Technology, metadata and my positionality

Exploring the Japanese collection, I reflect on technology’s role in mediating understanding and the impact of uncatalogued metadata.

By Saranya Satheesh

Unfamiliar reading

Unlike my previous engagements with other collections, the Japanese collection felt distant and unfamiliar. My only reference point for Japan was Doraemon, and I had no deep understanding of the language or culture. When I came across Ebisu Diary, I was struck by the vertical, right-to-left script—a format I had never encountered before. 

Technology mediating the knowledge

To navigate the challenge faced, I turned to Google Translate and image translation tools, but each translation slightly altered the meaning, making it challenging to follow the original intent.

As I attempted to read, I realised that my understanding was shaped not by the text itself, but by the technology mediating it. 

  • What was I really engaging with?
  • Was I reading Ebisu Diary, or was I interacting with a distorted, fragmented version of it?

This felt like a constant negotiation with the text—between what the technology could show me and what I could infer from it.

How metadata influences the knowledge

Engaging with the Japanese Collection of the LCC Library, I discovered that the collection was uncatalogued. It led me to rethink not just the content of the collection, but how knowledge is structured, mediated, and accessed. I asked myself: 

  • From whose perspective is the cataloguing done?
  • What metadata is assigned, and what is left out?
  • How could metadata be reimagined to centre diverse perspectives and promote social justice?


EXERCISE DESCRIPTION: Leave every picture behind and copy the rest of the entries below exactly.
:::
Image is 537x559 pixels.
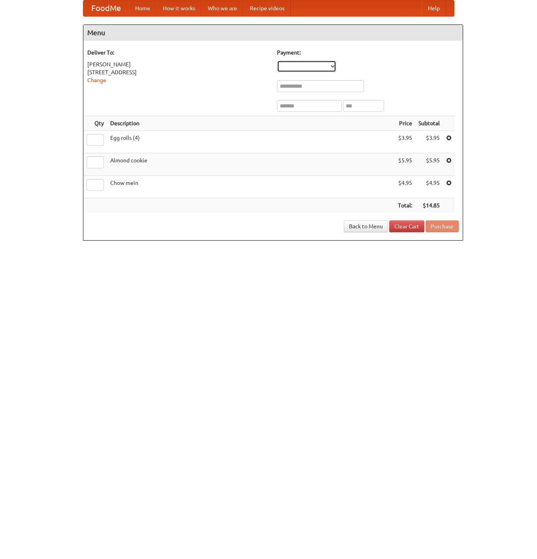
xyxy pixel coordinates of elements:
div: [PERSON_NAME] [87,60,269,68]
td: Egg rolls (4) [107,131,395,153]
td: Chow mein [107,176,395,198]
a: Change [87,77,106,83]
h4: Menu [83,25,463,41]
th: $14.85 [415,198,443,213]
td: $3.95 [415,131,443,153]
div: [STREET_ADDRESS] [87,68,269,76]
td: $4.95 [415,176,443,198]
th: Description [107,116,395,131]
button: Purchase [426,221,459,232]
th: Qty [83,116,107,131]
td: Almond cookie [107,153,395,176]
th: Subtotal [415,116,443,131]
td: $5.95 [415,153,443,176]
a: Recipe videos [244,0,291,16]
a: How it works [157,0,202,16]
td: $3.95 [395,131,415,153]
th: Price [395,116,415,131]
a: Home [129,0,157,16]
td: $5.95 [395,153,415,176]
a: FoodMe [83,0,129,16]
th: Total: [395,198,415,213]
td: $4.95 [395,176,415,198]
h5: Payment: [277,49,459,57]
h5: Deliver To: [87,49,269,57]
a: Who we are [202,0,244,16]
a: Back to Menu [344,221,388,232]
a: Clear Cart [389,221,425,232]
a: Help [422,0,446,16]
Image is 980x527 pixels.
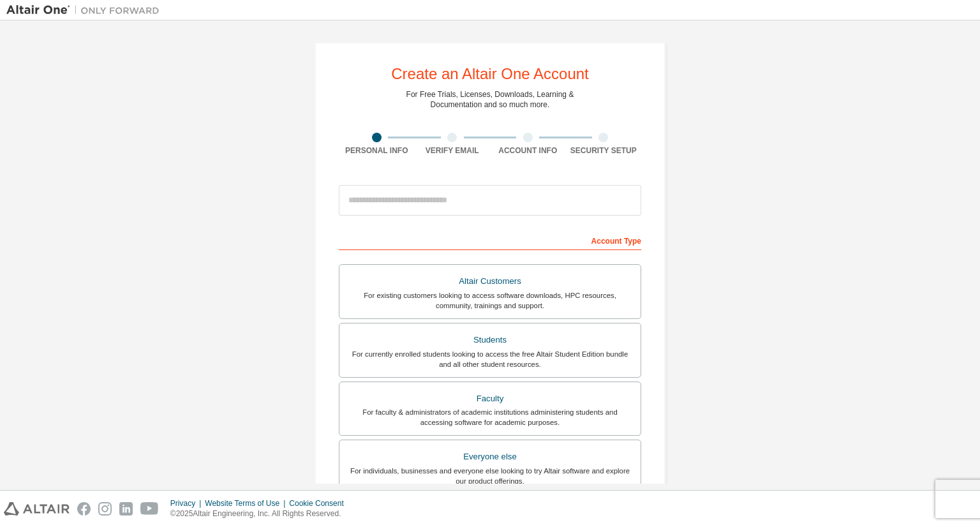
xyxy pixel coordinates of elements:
[99,502,112,515] img: instagram.svg
[347,272,633,291] div: Altair Customers
[347,291,633,311] div: For existing customers looking to access software downloads, HPC resources, community, trainings ...
[347,466,633,486] div: For individuals, businesses and everyone else looking to try Altair software and explore our prod...
[4,502,69,515] img: altair_logo.svg
[391,66,589,82] div: Create an Altair One Account
[490,145,566,155] div: Account Info
[415,145,491,155] div: Verify Email
[339,230,641,251] div: Account Type
[119,502,133,515] img: linkedin.svg
[407,89,574,109] div: For Free Trials, Licenses, Downloads, Learning & Documentation and so much more.
[170,499,205,509] div: Privacy
[347,332,633,349] div: Students
[566,145,642,155] div: Security Setup
[289,499,351,509] div: Cookie Consent
[205,499,289,509] div: Website Terms of Use
[7,4,166,17] img: Altair One
[170,509,351,519] p: © 2025 Altair Engineering, Inc. All Rights Reserved.
[347,407,633,428] div: For faculty & administrators of academic institutions administering students and accessing softwa...
[77,502,91,515] img: facebook.svg
[347,390,633,408] div: Faculty
[347,448,633,466] div: Everyone else
[347,349,633,369] div: For currently enrolled students looking to access the free Altair Student Edition bundle and all ...
[339,145,415,155] div: Personal Info
[140,502,159,515] img: youtube.svg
:::
YOUR RESPONSE:
Image is 537x559 pixels.
xyxy pixel coordinates of elements:
div: [PERSON_NAME] [87,60,269,68]
td: Egg rolls (4) [107,131,395,153]
td: Chow mein [107,176,395,198]
a: Change [87,77,106,83]
h4: Menu [83,25,463,41]
th: $14.85 [415,198,443,213]
td: $3.95 [415,131,443,153]
div: [STREET_ADDRESS] [87,68,269,76]
td: $4.95 [415,176,443,198]
th: Description [107,116,395,131]
button: Purchase [426,221,459,232]
th: Qty [83,116,107,131]
td: Almond cookie [107,153,395,176]
th: Subtotal [415,116,443,131]
td: $5.95 [415,153,443,176]
a: Recipe videos [244,0,291,16]
a: How it works [157,0,202,16]
td: $3.95 [395,131,415,153]
th: Price [395,116,415,131]
a: Home [129,0,157,16]
td: $5.95 [395,153,415,176]
a: FoodMe [83,0,129,16]
th: Total: [395,198,415,213]
td: $4.95 [395,176,415,198]
h5: Payment: [277,49,459,57]
h5: Deliver To: [87,49,269,57]
a: Who we are [202,0,244,16]
a: Back to Menu [344,221,388,232]
a: Clear Cart [389,221,425,232]
a: Help [422,0,446,16]
Image is 980x527 pixels.
xyxy pixel coordinates of elements:
[99,502,112,515] img: instagram.svg
[347,272,633,291] div: Altair Customers
[347,291,633,311] div: For existing customers looking to access software downloads, HPC resources, community, trainings ...
[347,466,633,486] div: For individuals, businesses and everyone else looking to try Altair software and explore our prod...
[4,502,69,515] img: altair_logo.svg
[391,66,589,82] div: Create an Altair One Account
[490,145,566,155] div: Account Info
[415,145,491,155] div: Verify Email
[339,230,641,251] div: Account Type
[119,502,133,515] img: linkedin.svg
[407,89,574,109] div: For Free Trials, Licenses, Downloads, Learning & Documentation and so much more.
[170,499,205,509] div: Privacy
[347,332,633,349] div: Students
[566,145,642,155] div: Security Setup
[289,499,351,509] div: Cookie Consent
[205,499,289,509] div: Website Terms of Use
[7,4,166,17] img: Altair One
[170,509,351,519] p: © 2025 Altair Engineering, Inc. All Rights Reserved.
[347,407,633,428] div: For faculty & administrators of academic institutions administering students and accessing softwa...
[77,502,91,515] img: facebook.svg
[347,390,633,408] div: Faculty
[347,448,633,466] div: Everyone else
[347,349,633,369] div: For currently enrolled students looking to access the free Altair Student Edition bundle and all ...
[339,145,415,155] div: Personal Info
[140,502,159,515] img: youtube.svg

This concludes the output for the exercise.